BOWMANSTOWN, PA (WFMZ/CNN) – A Pennsylvania family is counting their blessings after their small dog was carried away by an eagle but was found alive just miles from their home by a good Samaritan.
The Newhards have four little dogs, who they say complete the family, but Tuesday, they thought they had to come to terms with losing one pup.
When the dogs were outside in the yard playing, as usual, Tuesday afternoon, owner Monica Newhard’s brother saw a majestic eagle circling overhead.
Suddenly, it swooped down and carried 8-pound Zoey away in its talons.
The family desperately began searching the area, but they say the temperatures were in the single digits. A nearby river had frozen over, and they realized the eagle must have been looking for alternatives for food.
They put a picture on Facebook, hoping they’d at least get Zoey’s body back, so they could bury her.
"Never were we looking or even thinking that our dog would be alive. It was dead,” Newhard said.
Two hours later and four miles away, Christina Hartman spotted something in the road: it was Zoey, frozen and hardly moving.
Hartman took the dog home, fed her, revived her and, knowing she had a family somewhere, went online.

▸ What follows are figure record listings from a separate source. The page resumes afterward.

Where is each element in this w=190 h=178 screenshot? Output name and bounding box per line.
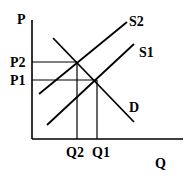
s1-label: S1 [139, 45, 154, 60]
q1-label: Q1 [92, 145, 110, 160]
d-label: D [129, 100, 139, 115]
supply-curve-s2 [39, 22, 127, 94]
p2-label: P2 [10, 55, 26, 70]
q2-label: Q2 [66, 145, 84, 160]
supply-curve-s1 [47, 44, 134, 125]
p1-label: P1 [10, 73, 26, 88]
supply-demand-diagram: P Q S2 S1 D P2 P1 Q2 Q1 [0, 0, 190, 178]
x-axis-label: Q [155, 156, 166, 171]
y-axis-label: P [17, 12, 26, 27]
s2-label: S2 [129, 14, 144, 29]
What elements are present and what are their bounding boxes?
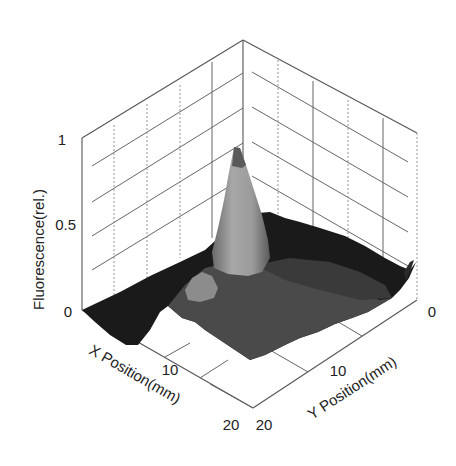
y-tick-10: 10: [330, 362, 347, 379]
z-tick-1: 1: [58, 131, 66, 148]
z-tick-0.5: 0.5: [55, 216, 76, 233]
x-tick-10: 10: [162, 361, 179, 378]
y-tick-0: 0: [428, 303, 436, 320]
x-tick-20: 20: [223, 416, 240, 433]
z-tick-0: 0: [64, 303, 72, 320]
fluorescence-surface: [82, 147, 416, 360]
surface-plot: 1 0.5 0 10 20 0 10 20 Fluorescence(rel.)…: [0, 0, 456, 466]
y-axis-label: Y Position(mm): [304, 353, 399, 423]
z-axis-label: Fluorescence(rel.): [30, 189, 47, 310]
y-tick-20: 20: [256, 416, 273, 433]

"The second thing I see is Monica and her granddaughter and Zoey,” Hartman said.
She didn’t know the people but recognized the dog instantly.
"I said to my friend Cindy, 'Oh my God, this is a miracle. There's a God,’” Hartman said.
Even now with the Newhards and Zoey reunited, everyone involved is still in awe.
"So many things could have gone wrong, and they didn't,” Newhard said.
The Newhard family is gratefully back together again, their little miracle Zoey very much alive, along with a renewed faith in the kindness of strangers.
“People are good. There is good in this world. You think, with everything going on in the world, you think, ‘No, there's not.’ And there really is,” Newhard said.
Zoey’s owner says another stranger has done something kind by offering the family a large crate for free, so the dogs can play in the yard while more protected from large birds.
Newhard is also considering buying special Velcro jackets made to protect small animals from overhead prey. If they’re snatched, the Velcro will quickly tear away, releasing the pet back to the ground.